### Input records
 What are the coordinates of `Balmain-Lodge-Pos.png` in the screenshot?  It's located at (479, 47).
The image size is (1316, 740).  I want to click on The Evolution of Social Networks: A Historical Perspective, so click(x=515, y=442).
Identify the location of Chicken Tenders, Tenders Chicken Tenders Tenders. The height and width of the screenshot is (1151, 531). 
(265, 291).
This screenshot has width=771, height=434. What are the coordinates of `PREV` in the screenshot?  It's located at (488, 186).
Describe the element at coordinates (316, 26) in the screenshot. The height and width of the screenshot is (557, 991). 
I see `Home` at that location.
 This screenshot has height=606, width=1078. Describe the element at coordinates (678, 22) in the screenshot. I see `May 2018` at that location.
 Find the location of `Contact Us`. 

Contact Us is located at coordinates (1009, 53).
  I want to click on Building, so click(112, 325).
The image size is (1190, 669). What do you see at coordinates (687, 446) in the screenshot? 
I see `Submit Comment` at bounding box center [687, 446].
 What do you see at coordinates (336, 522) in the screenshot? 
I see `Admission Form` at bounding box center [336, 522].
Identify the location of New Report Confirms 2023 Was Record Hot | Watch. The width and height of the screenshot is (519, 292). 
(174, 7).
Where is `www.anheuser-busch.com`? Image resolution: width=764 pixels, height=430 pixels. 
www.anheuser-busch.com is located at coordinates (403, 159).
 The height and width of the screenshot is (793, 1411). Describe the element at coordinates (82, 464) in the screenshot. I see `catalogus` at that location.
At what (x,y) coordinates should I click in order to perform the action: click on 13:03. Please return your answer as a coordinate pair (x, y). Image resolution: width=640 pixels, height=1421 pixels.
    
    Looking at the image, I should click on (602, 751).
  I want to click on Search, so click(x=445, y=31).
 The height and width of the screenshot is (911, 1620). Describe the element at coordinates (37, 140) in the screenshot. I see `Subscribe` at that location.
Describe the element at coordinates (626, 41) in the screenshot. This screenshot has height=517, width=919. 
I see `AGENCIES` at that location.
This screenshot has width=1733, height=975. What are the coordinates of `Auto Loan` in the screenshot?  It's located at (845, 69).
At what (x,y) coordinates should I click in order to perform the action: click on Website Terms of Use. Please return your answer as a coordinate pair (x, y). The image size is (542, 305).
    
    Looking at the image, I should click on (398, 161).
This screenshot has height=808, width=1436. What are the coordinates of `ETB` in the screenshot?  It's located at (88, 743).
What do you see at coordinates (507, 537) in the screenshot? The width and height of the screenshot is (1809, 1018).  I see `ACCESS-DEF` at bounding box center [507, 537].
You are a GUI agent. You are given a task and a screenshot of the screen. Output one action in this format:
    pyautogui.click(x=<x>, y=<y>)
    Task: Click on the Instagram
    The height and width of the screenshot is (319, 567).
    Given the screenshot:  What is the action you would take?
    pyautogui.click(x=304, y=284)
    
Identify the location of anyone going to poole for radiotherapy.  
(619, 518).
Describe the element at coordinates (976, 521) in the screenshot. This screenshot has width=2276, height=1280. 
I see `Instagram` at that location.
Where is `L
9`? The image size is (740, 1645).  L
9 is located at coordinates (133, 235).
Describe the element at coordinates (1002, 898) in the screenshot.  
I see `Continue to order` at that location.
######
*Your task*
Every record above should be output exactly.

*Response to the exercise*
 What are the coordinates of `Balmain-Lodge-Pos.png` in the screenshot?  It's located at (479, 47).
The image size is (1316, 740).  I want to click on The Evolution of Social Networks: A Historical Perspective, so click(x=515, y=442).
Identify the location of Chicken Tenders, Tenders Chicken Tenders Tenders. The height and width of the screenshot is (1151, 531). 
(265, 291).
This screenshot has width=771, height=434. What are the coordinates of `PREV` in the screenshot?  It's located at (488, 186).
Describe the element at coordinates (316, 26) in the screenshot. The height and width of the screenshot is (557, 991). 
I see `Home` at that location.
 This screenshot has height=606, width=1078. Describe the element at coordinates (678, 22) in the screenshot. I see `May 2018` at that location.
 Find the location of `Contact Us`. 

Contact Us is located at coordinates (1009, 53).
  I want to click on Building, so click(112, 325).
The image size is (1190, 669). What do you see at coordinates (687, 446) in the screenshot? 
I see `Submit Comment` at bounding box center [687, 446].
 What do you see at coordinates (336, 522) in the screenshot? 
I see `Admission Form` at bounding box center [336, 522].
Identify the location of New Report Confirms 2023 Was Record Hot | Watch. The width and height of the screenshot is (519, 292). 
(174, 7).
Where is `www.anheuser-busch.com`? Image resolution: width=764 pixels, height=430 pixels. 
www.anheuser-busch.com is located at coordinates (403, 159).
 The height and width of the screenshot is (793, 1411). Describe the element at coordinates (82, 464) in the screenshot. I see `catalogus` at that location.
At what (x,y) coordinates should I click in order to perform the action: click on 13:03. Please return your answer as a coordinate pair (x, y). Image resolution: width=640 pixels, height=1421 pixels.
    
    Looking at the image, I should click on (602, 751).
  I want to click on Search, so click(x=445, y=31).
 The height and width of the screenshot is (911, 1620). Describe the element at coordinates (37, 140) in the screenshot. I see `Subscribe` at that location.
Describe the element at coordinates (626, 41) in the screenshot. This screenshot has height=517, width=919. 
I see `AGENCIES` at that location.
This screenshot has width=1733, height=975. What are the coordinates of `Auto Loan` in the screenshot?  It's located at (845, 69).
At what (x,y) coordinates should I click in order to perform the action: click on Website Terms of Use. Please return your answer as a coordinate pair (x, y). The image size is (542, 305).
    
    Looking at the image, I should click on (398, 161).
This screenshot has height=808, width=1436. What are the coordinates of `ETB` in the screenshot?  It's located at (88, 743).
What do you see at coordinates (507, 537) in the screenshot? The width and height of the screenshot is (1809, 1018).  I see `ACCESS-DEF` at bounding box center [507, 537].
You are a GUI agent. You are given a task and a screenshot of the screen. Output one action in this format:
    pyautogui.click(x=<x>, y=<y>)
    Task: Click on the Instagram
    The height and width of the screenshot is (319, 567).
    Given the screenshot:  What is the action you would take?
    pyautogui.click(x=304, y=284)
    
Identify the location of anyone going to poole for radiotherapy.  
(619, 518).
Describe the element at coordinates (976, 521) in the screenshot. This screenshot has width=2276, height=1280. 
I see `Instagram` at that location.
Where is `L
9`? The image size is (740, 1645).  L
9 is located at coordinates (133, 235).
Describe the element at coordinates (1002, 898) in the screenshot.  
I see `Continue to order` at that location.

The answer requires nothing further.